Monday, January 03, 2005

Unicode Localizations

Most Struts/JSTL developers know that in order to localize a web application for different regions and languages you must first extract the locale-sensitive messages (e.g., field labels, warning messages, etc) from your JSP and Java code and place them in an application resource .properties file. Then you create various versions of this file where the name's suffix reflects the locale and language (e.g., _fr_ca for French Canada) and the values in the file contain locale-specific messages. At runtime the application framework will use the messages from the appropriate resource file to serve messages based on the user's locale.

I had always assumed that a UTF-8 encoded properties file would allow me to use accented characters for words like français. But today I discovered that while I can encode my files in UTF-8, the Struts framework uses the java.util.Properties class which quite inconveniently doesn't understand unicode characters. From the Javadocs:

When saving properties to a stream or loading them from a stream, the ISO 8859-1 character encoding is used.

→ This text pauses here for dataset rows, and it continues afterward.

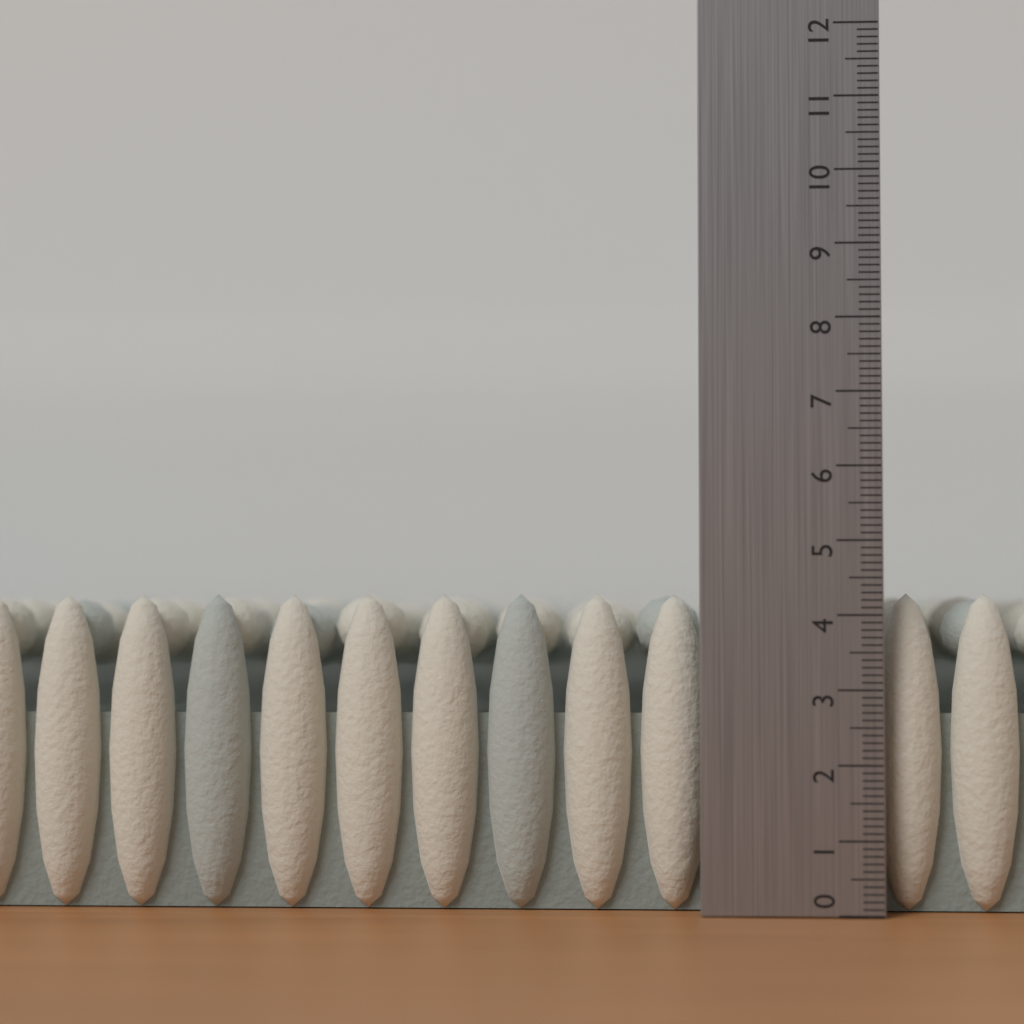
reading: 4.3 (no unit)
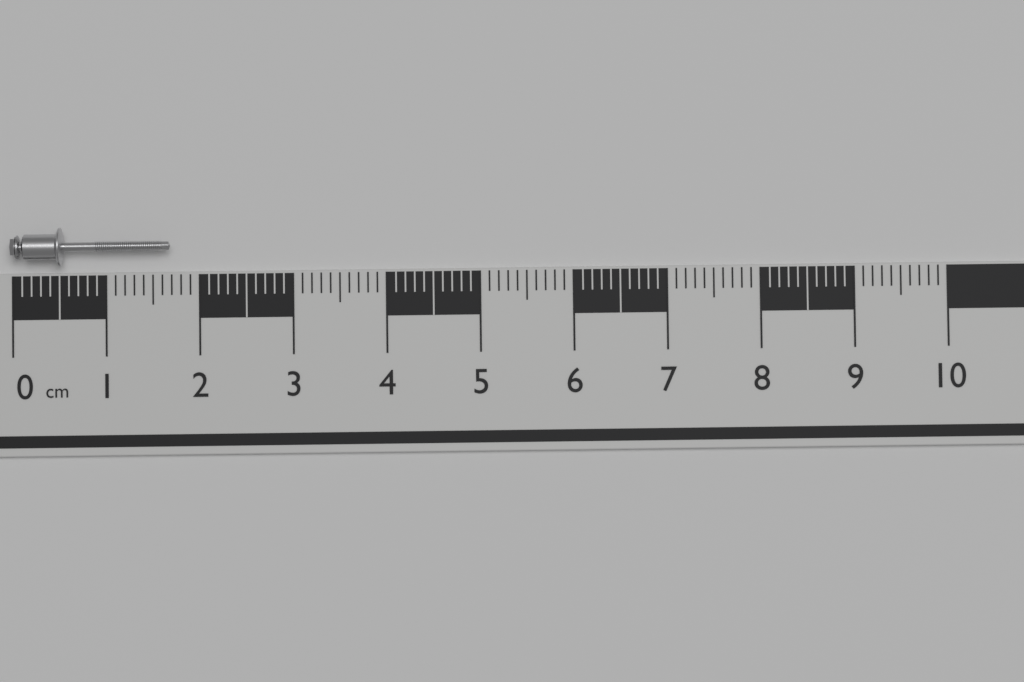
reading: 1.7 cm
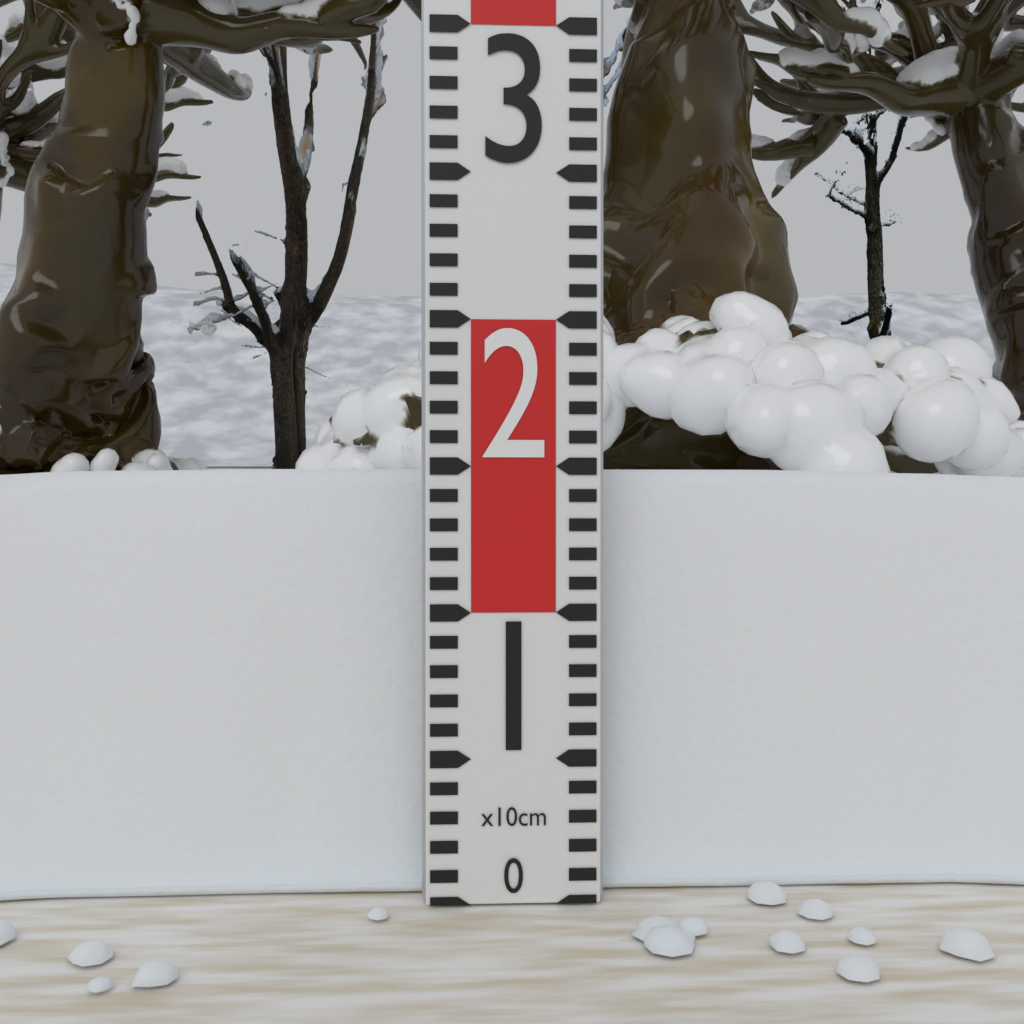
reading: 15 cm
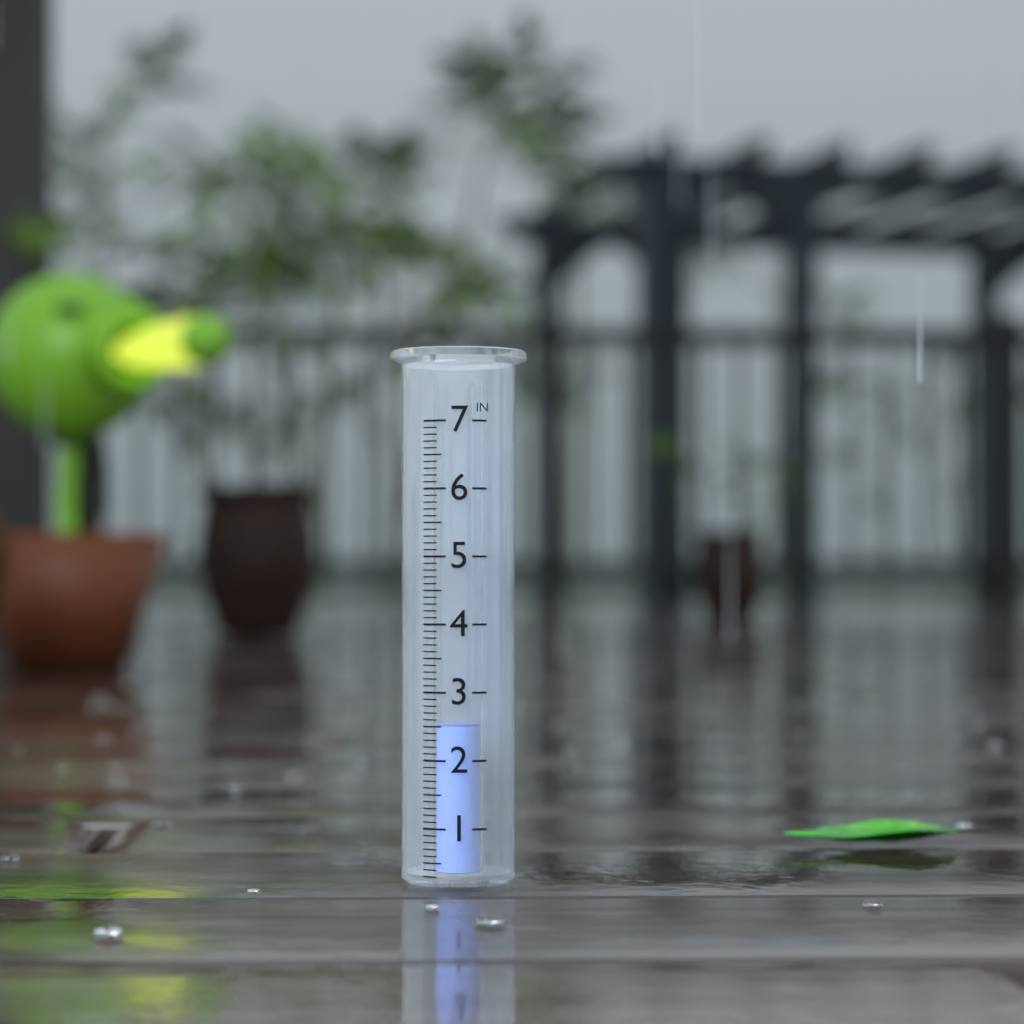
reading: 2.5 in
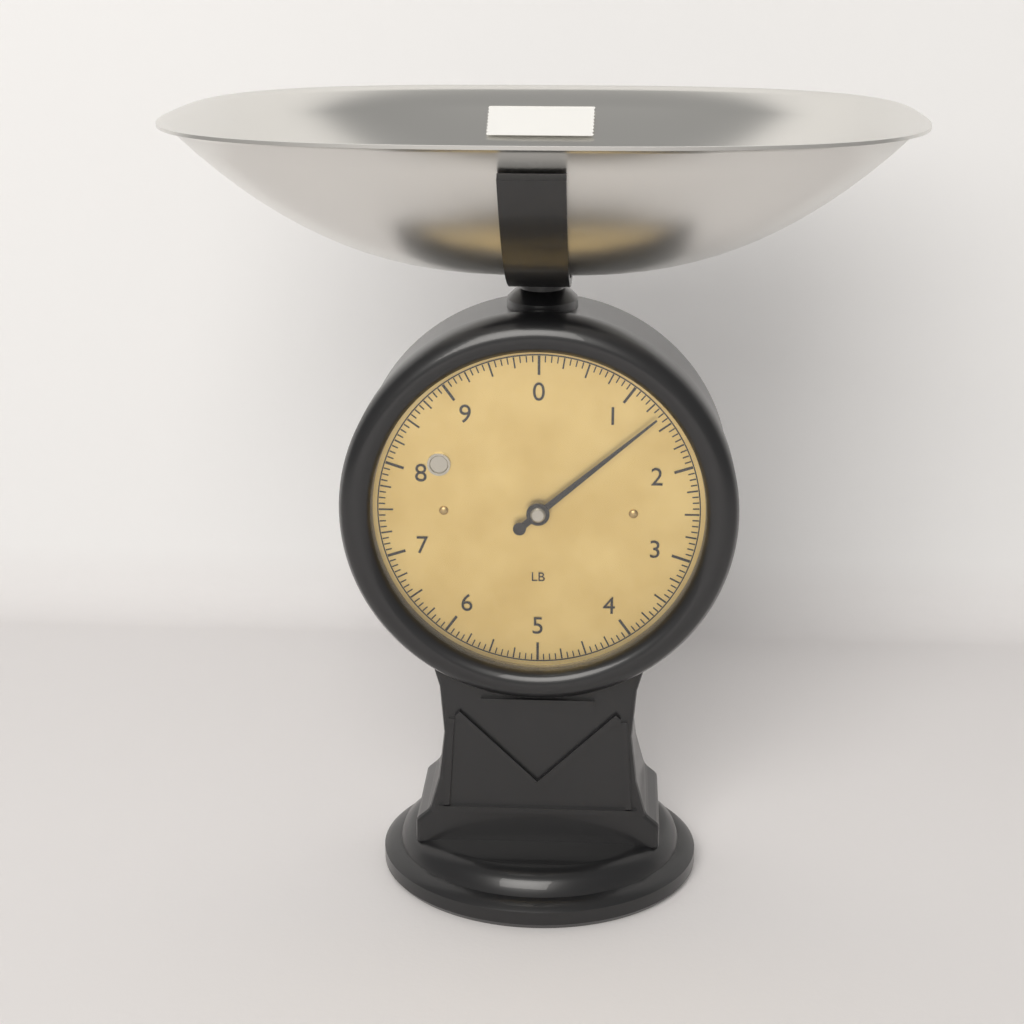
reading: 1.3750 lb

So you must use a goofy little utility that ships with the JDK called native2ascii which will convert a UTF-8 encoded properties file into an ASCII file which contains unicode escape codes to represent those characters. You then use this generated file in your Struts application. Fortunately Ant comes with an optional task to run this utility.

To me this all seems rather silly especially when you consider Java has built in support for unicode. Begs the question: Why is the Properties class built like this?